Although I never read a study affirming the genocide, I gradually began to sense that something was wrong with the pro-Turkish arguments. The Turkish literature on the subject varied from “Nothing happened” to “The killings were mutual” and ultimately to “Yes, it did happen, but it was necessary.” At this point, I had a change of heart. As a Turk, I might have felt the urge to delude myself, but to endorse an argument that was more or less saying, “Yes, we did it, and we were right to do so” seemed to me cruel and simply immoral.
The American scholar Justin McCarthy, whose work I read extensively at the time, was a leading foreign supporter of the Turkish version. He had the strong backing of the Turkish state and often visited Turkey at Ankara’s invitation to make speeches here and there.

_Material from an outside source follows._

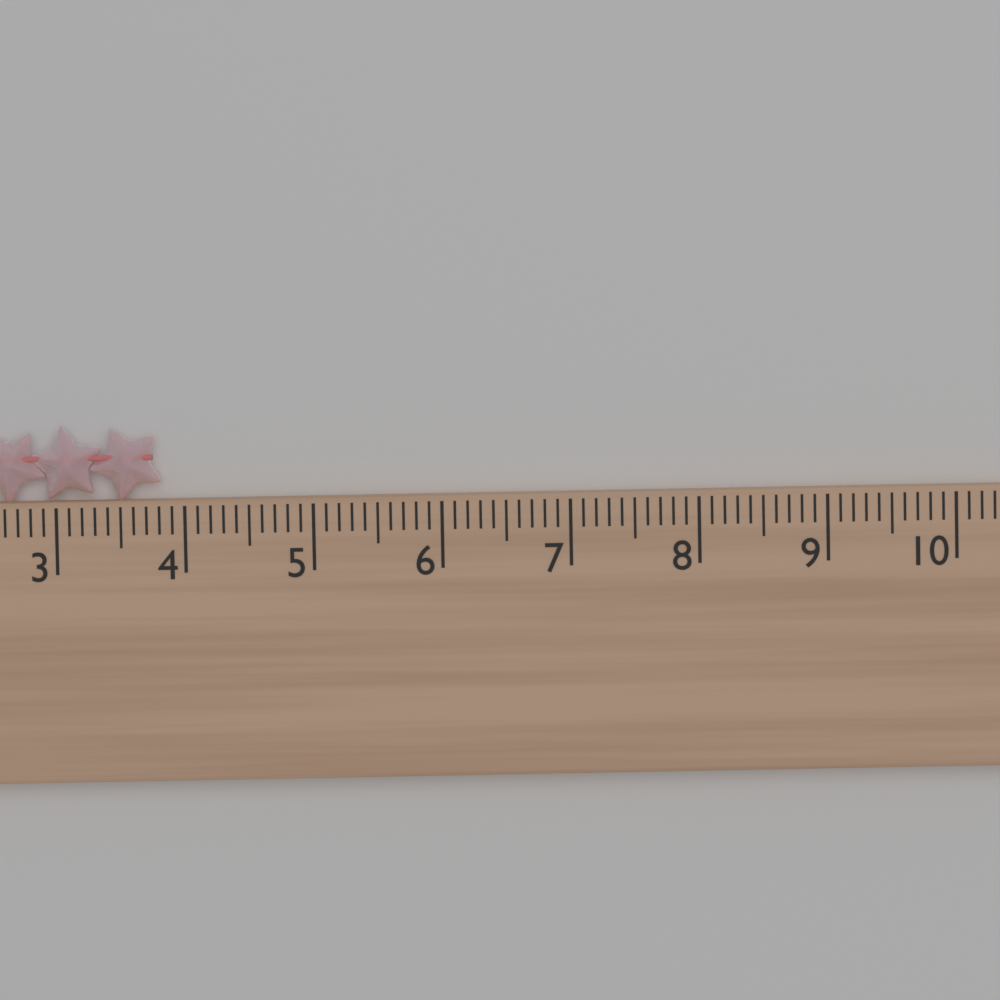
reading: 3.8 cm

McCarthy did not deny the huge number of atrocities that resulted from deportations, but concluded that if the deportations had not taken place, the Turks would have lost eastern Anatolia. Therefore, their actions were justified. This argument offered easy vindication for Turks, most of whom might have been relieved to think it was the right thing to do, after all.
As Dink also said, denying what happened or not believing in it was, in a sense, a noble reaction. Most Turks probably harbor this sentiment today. Yet, a large number of people tend to embrace
the theory that the Turks were in the right. This is terrible and truly shameful, because it points to a cruel and immoral mindset that legitimizes murder and mass killings.
In my case, even the pro-Turkish writings I read to delude myself and relieve my conscience led me to eventually conclude that what happened was a crime against humanity. Yet, at the same time, I came to realize that labeling an entire nation as the butcher of another is no less intellectual nonsense than the perspective of seeing an enemy in each and every member of another nation. This holds true not only in the Turkish-Armenian context, but also in the German-Jewish and Serbian-Bosnian cases.
The real murderer is the mindset, not a nation, that justifies the extermination of ethnic or religious groups from an allegedly lofty purpose. It is such a revolting, results-oriented mindset that has made possible all massacres and genocides, deeming all means legitimate in achieving a purported sacred end. In regard to the events of 1915, this morality- and conscience-deprived mindset emerged in the avatar of the Young Turks ideology, embodied in Talaat, a man who saw people as mere objects in his population-engineering designs.
So, that’s my personal story. I no longer deceive myself. What happened in these lands in 1915 was a great tragedy, a genocide against Armenians, a crime against humanity. Every “but …” argument about this crime makes me nauseous.